When set to 1, each system catalog cache entry is invalidated at the first possible opportunity, whether or not anything that would render it invalid really occurred.
At a glance
| Property | Value |
|---|---|
| Parameter | debug_discard_caches |
| Category | Developer Options |
| Default | 0 |
| Value type | integer |
| Change scope | Per-session (SET) |
| Available in | PostgreSQL 14, 15, 16, 17, 18, 19 (added in 14) |
What it does
When set to 1, each system catalog cache entry is invalidated at the first possible opportunity, whether or not anything that would render it invalid really occurred. Caching of system catalogs is effectively disabled as a result, so the server will run extremely slowly. Higher values run the cache invalidation recursively, which is even slower and only useful for testing the caching logic itself. The default value of 0 selects normal catalog caching behavior.
This parameter can be very helpful when trying to trigger hard-to-reproduce bugs involving concurrent catalog changes, but it is otherwise rarely needed. See the source code files inval.c and pg_config_manual.h for details.
(Description quoted from the official PostgreSQL documentation.)
How to apply a change
Can be set per session with SET, per role/database with ALTER ROLE/DATABASE ... SET, or globally in postgresql.conf.
Inspect the current value and source with SHOW debug_discard_caches; or SELECT name, setting, unit, context, source FROM pg_settings WHERE name = 'debug_discard_caches';.
Tuning guidance
This is a developer and debugging aid, not a performance knob. Leave it at the default in production; enable it only temporarily, on a non-production or carefully controlled system, while diagnosing a specific problem. Several options in this group add overhead, generate large volumes of log output, or can damage data if misused — turn them off again as soon as the investigation is done.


• _Aim of the task_
Report each line of the material below where the word "with" can be found.

<<<<

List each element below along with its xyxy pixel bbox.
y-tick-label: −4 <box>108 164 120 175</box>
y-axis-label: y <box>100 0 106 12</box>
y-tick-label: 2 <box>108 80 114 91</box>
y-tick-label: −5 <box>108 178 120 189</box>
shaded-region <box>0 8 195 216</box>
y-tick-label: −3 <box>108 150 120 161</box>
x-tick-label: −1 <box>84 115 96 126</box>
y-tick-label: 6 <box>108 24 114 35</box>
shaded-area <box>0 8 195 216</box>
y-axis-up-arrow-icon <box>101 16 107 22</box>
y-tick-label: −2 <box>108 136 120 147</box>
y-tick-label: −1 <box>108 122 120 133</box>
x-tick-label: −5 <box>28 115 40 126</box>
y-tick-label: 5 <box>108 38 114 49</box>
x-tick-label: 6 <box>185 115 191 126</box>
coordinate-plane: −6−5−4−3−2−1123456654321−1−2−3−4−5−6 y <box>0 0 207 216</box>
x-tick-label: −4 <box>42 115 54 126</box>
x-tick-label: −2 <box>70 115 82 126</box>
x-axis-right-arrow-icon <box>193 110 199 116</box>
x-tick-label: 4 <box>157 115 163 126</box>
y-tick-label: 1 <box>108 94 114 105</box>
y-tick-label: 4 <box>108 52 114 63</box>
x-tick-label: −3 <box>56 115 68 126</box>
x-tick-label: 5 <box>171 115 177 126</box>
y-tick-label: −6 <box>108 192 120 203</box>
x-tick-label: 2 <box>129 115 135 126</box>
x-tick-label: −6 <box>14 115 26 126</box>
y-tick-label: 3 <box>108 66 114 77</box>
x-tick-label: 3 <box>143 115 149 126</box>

>>>>
<<<<

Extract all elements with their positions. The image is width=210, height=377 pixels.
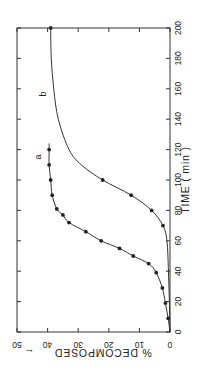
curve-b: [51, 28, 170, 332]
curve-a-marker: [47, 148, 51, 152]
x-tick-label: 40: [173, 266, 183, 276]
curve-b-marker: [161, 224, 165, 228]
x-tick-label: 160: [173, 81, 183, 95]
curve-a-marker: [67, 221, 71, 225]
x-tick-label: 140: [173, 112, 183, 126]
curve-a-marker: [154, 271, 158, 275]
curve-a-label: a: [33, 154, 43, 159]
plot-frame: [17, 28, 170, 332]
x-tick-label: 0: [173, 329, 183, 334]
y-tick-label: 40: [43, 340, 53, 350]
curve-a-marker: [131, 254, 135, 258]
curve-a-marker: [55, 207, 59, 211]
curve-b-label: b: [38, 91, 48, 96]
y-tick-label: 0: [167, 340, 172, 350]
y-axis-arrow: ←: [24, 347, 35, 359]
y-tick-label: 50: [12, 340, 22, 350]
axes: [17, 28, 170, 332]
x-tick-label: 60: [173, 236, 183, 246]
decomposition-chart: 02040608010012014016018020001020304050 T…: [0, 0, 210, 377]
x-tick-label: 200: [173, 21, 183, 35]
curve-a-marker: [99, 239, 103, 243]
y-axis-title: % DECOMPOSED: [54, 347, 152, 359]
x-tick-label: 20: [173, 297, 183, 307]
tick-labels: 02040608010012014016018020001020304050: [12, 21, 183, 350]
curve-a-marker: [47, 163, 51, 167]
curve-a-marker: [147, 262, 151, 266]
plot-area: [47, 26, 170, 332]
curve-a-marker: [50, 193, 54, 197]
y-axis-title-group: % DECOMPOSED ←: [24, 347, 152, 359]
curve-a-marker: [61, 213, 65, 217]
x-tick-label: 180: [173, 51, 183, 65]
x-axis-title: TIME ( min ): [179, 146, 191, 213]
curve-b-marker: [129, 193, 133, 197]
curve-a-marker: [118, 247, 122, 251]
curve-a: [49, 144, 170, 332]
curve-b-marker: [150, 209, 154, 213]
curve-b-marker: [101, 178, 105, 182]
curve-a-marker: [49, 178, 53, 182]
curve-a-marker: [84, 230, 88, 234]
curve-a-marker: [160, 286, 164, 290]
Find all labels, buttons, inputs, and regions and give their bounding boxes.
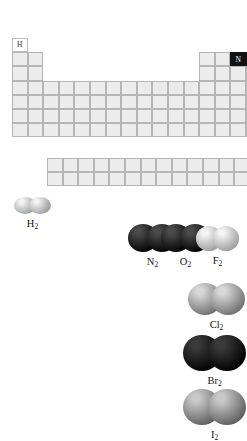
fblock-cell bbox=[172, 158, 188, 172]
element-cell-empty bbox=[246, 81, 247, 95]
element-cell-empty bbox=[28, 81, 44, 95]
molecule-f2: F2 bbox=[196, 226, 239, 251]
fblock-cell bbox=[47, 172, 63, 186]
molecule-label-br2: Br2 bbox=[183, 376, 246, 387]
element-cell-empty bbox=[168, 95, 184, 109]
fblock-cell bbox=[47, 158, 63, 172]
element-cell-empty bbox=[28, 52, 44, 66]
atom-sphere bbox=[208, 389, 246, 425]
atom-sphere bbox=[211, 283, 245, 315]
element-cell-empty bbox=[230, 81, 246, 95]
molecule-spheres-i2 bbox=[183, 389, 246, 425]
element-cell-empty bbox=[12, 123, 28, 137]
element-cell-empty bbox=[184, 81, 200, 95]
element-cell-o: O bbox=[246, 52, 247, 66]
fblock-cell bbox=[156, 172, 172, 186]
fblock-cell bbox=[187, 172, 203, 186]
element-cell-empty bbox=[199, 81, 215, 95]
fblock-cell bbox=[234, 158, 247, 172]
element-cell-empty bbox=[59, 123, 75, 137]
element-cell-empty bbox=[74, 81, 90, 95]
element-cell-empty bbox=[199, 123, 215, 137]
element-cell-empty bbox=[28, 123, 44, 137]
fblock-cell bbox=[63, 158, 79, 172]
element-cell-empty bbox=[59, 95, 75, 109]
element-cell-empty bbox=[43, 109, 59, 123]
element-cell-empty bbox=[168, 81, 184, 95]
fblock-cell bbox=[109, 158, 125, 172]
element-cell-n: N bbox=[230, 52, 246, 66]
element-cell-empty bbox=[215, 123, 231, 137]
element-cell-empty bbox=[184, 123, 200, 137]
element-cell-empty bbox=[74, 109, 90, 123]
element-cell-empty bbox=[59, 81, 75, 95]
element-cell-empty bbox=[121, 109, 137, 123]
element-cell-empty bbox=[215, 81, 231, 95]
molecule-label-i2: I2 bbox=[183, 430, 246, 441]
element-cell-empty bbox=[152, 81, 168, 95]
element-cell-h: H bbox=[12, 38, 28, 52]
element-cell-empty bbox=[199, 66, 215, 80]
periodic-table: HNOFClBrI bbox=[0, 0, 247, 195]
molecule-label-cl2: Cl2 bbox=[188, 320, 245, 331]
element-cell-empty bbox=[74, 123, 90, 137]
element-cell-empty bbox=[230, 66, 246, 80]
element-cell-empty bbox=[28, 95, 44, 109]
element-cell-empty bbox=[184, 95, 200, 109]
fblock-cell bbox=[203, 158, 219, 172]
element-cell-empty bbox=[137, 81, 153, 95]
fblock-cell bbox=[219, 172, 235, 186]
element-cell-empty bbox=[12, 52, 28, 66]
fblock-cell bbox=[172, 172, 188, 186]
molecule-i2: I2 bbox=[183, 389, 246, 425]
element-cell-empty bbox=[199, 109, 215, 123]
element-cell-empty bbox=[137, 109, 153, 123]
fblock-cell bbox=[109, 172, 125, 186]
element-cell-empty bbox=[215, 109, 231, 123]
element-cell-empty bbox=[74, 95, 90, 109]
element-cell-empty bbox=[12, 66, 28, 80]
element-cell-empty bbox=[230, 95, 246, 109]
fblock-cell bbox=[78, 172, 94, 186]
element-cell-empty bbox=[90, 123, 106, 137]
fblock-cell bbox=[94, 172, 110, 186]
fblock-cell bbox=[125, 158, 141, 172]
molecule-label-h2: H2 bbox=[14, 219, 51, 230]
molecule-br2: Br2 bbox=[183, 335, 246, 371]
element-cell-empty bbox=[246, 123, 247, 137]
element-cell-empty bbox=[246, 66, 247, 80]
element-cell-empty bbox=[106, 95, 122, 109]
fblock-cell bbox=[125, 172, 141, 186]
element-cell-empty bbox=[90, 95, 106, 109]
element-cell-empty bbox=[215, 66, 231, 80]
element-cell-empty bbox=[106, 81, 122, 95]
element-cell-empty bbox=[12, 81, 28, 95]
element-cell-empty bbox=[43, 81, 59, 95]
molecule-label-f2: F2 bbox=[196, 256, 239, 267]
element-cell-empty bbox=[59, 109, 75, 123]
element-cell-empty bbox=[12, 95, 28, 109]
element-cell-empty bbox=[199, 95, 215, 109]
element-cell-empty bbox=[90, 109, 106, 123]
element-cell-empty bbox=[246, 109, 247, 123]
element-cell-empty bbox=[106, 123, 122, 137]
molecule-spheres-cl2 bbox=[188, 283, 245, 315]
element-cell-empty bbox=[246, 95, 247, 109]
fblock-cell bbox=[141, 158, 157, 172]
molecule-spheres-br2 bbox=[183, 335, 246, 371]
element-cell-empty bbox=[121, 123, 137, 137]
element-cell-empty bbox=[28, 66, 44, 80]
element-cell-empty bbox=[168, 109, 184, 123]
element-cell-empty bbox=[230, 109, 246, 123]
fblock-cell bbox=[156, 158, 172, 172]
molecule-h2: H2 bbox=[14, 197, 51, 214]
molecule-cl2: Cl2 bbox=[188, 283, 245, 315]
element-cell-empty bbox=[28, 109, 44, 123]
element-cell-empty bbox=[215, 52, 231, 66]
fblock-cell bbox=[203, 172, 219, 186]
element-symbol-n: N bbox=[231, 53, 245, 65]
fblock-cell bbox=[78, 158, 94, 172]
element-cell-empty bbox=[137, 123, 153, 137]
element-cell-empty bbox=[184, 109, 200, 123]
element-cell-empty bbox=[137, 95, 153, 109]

>>>>
<<<<

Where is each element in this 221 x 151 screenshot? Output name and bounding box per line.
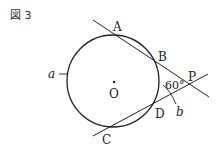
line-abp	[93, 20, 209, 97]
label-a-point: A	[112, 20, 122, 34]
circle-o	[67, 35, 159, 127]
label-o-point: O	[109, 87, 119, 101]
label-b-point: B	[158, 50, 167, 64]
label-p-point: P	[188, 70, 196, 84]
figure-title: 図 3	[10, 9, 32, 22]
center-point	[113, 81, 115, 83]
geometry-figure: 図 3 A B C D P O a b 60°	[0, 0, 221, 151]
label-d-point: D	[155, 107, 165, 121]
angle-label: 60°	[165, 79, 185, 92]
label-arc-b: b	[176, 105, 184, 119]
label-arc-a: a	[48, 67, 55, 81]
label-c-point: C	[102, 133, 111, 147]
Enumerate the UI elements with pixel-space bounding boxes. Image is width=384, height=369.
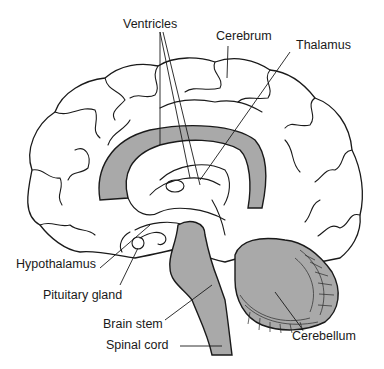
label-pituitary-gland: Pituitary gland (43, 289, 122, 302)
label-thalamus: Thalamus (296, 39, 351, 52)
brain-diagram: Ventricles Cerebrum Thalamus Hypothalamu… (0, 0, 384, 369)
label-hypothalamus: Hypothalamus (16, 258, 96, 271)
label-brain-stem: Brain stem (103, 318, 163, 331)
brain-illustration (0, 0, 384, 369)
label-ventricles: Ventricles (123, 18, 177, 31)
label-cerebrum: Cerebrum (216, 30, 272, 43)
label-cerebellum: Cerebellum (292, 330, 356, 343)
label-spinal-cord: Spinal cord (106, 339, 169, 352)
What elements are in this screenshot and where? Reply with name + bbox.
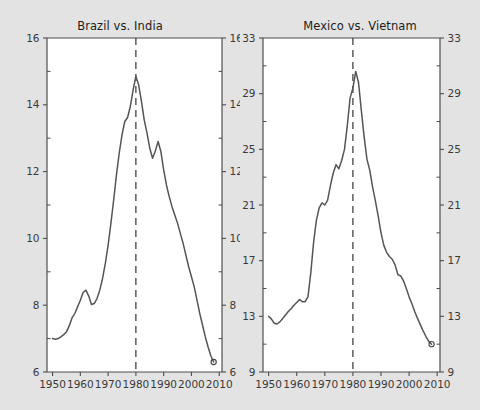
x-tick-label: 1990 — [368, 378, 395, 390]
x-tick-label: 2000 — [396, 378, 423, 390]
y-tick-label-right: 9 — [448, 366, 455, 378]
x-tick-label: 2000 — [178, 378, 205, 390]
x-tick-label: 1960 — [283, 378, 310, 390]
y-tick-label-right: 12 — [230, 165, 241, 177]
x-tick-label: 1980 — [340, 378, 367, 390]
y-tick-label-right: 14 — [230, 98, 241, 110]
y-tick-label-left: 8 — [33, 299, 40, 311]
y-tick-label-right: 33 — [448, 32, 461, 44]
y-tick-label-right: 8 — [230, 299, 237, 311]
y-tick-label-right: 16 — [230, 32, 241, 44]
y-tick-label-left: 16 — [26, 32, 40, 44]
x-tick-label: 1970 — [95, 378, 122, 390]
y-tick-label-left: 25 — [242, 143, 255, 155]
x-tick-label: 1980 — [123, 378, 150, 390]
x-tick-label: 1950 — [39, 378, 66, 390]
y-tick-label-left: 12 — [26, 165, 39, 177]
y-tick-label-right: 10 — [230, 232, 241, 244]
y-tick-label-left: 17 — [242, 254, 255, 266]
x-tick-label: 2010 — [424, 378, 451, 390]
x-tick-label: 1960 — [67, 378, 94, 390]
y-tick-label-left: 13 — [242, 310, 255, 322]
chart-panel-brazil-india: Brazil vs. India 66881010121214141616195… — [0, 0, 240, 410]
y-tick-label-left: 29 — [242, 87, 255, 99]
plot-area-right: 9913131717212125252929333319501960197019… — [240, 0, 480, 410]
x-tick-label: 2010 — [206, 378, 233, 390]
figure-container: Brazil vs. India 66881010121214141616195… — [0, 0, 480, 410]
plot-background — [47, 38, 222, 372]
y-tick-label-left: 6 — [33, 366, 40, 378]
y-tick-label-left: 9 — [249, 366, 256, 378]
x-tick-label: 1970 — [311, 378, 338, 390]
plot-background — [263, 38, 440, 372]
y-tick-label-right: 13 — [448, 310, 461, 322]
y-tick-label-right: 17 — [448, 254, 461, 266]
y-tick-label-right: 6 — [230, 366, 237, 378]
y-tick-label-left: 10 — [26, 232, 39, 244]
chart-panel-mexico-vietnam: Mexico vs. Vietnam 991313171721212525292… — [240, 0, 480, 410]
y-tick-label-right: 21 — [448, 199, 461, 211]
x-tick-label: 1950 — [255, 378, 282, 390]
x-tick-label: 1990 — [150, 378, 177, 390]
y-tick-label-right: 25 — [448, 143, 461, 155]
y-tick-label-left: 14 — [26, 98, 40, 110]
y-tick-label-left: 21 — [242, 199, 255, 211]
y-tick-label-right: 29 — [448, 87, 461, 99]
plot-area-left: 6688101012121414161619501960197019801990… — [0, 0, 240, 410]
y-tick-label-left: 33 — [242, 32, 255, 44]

>>>>

• _Written answer_
List each element below along with its xyxy pixel bbox.
Extract all elements with their positions. The image is width=210, height=377 pixels.
Enumerate the UI elements with pixel-space bounding boxes. Image is width=384, height=369.
What elements are in this screenshot and where? Reply with name + bbox.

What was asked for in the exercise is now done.